One day Ruth called me to her room and I figured I was going to get scolded. She picked me up and told me they’d found my parents. At that point, I was happier that I didn’t get scolded than that they had found my parents.

She wrote to my mother and told her they’d try and reunite us. A few months later, they put me on the back of a bicycle, told me to hold on and took me down to the Swiss border to a house. They told me to stay there for a few days and, if anybody came, to hide under the bed because there were border patrols to the houses.

I was there for a few days and played with a child who was older me. Then one day they said, “This is the day you’re going to meet your parents.” They took me to a place on the border and told me to play ball with this little girl and at a signal she would throw the ball really high in the air over my head and my job was just to run after the ball, not worry about catching it, just run as fast as I could and not to look back.

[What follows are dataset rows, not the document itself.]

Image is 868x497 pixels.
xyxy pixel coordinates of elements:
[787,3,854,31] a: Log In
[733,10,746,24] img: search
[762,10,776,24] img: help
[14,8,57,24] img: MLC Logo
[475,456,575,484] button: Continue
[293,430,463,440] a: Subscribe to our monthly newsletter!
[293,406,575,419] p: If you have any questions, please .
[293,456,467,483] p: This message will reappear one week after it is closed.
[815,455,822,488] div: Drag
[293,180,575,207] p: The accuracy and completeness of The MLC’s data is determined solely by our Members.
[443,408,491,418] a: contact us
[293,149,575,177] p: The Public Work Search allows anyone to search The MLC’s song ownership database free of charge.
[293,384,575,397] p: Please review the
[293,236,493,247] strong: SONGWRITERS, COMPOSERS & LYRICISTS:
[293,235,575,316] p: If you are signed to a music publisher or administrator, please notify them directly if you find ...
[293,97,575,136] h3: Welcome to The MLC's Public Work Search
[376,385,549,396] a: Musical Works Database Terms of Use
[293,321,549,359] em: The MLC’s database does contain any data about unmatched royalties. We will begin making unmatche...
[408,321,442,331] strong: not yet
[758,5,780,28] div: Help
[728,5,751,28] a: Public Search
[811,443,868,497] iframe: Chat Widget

And I did what I was told and a man met me on the other side. I remember he had a uniform and he took me home and waited for further instructions. They took me to my parents whom I was mad at; I didn’t want to talk to them.

They spoke to me in German and I had been talking French for a year so I pretended I didn’t understand them. But that only lasted a few short days because then a doctor had to examine me to see if I was healthy. They discovered a black spot on my lung and thought it was tuberculosis. So I was put into a sanitarium in Leysin where I stayed for 15 months. So again, at six and a half, I was separated from my parents.

My father came to visit me, my mother came a few times. By this time my mother was pregnant with my brother Michael.

When it was time for me to be released I thought I was going to go to them. The Swiss émigré service said that they would rather I lived with a Swiss family, rather than in a refugee hotel, because I’d been sick and the hotel environment was not good.

The woman in charge of the refugee hotel interceded and wrote to the Swiss émigré service to say it they also needed to consider my mental health. So they sent me to my parents, who lived in a little town in Switzerland. I went to school for six months in a little one-room schoolhouse with a lot of other kids of different ages. They taught me how to sew.

The camp director’s mother was a social worker or a foster mother and had taken in other children. She lived in another town in Switzerland; the school was bigger and certainly better and she would provide home cooked meals.

My parents reluctantly agreed that I should go there and I was used to living with other children already. The camp director’s mother was already taking care of two little boys, their names were Eddie and Guy, one was a foster child, not a refugee. The third one may have been a little refugee girl. I went to live with the camp director’s family. From what I understand some directors were really nice and some were not so nice, but my parents had made a special relationship with this woman and she was one of those women who are angels on earth.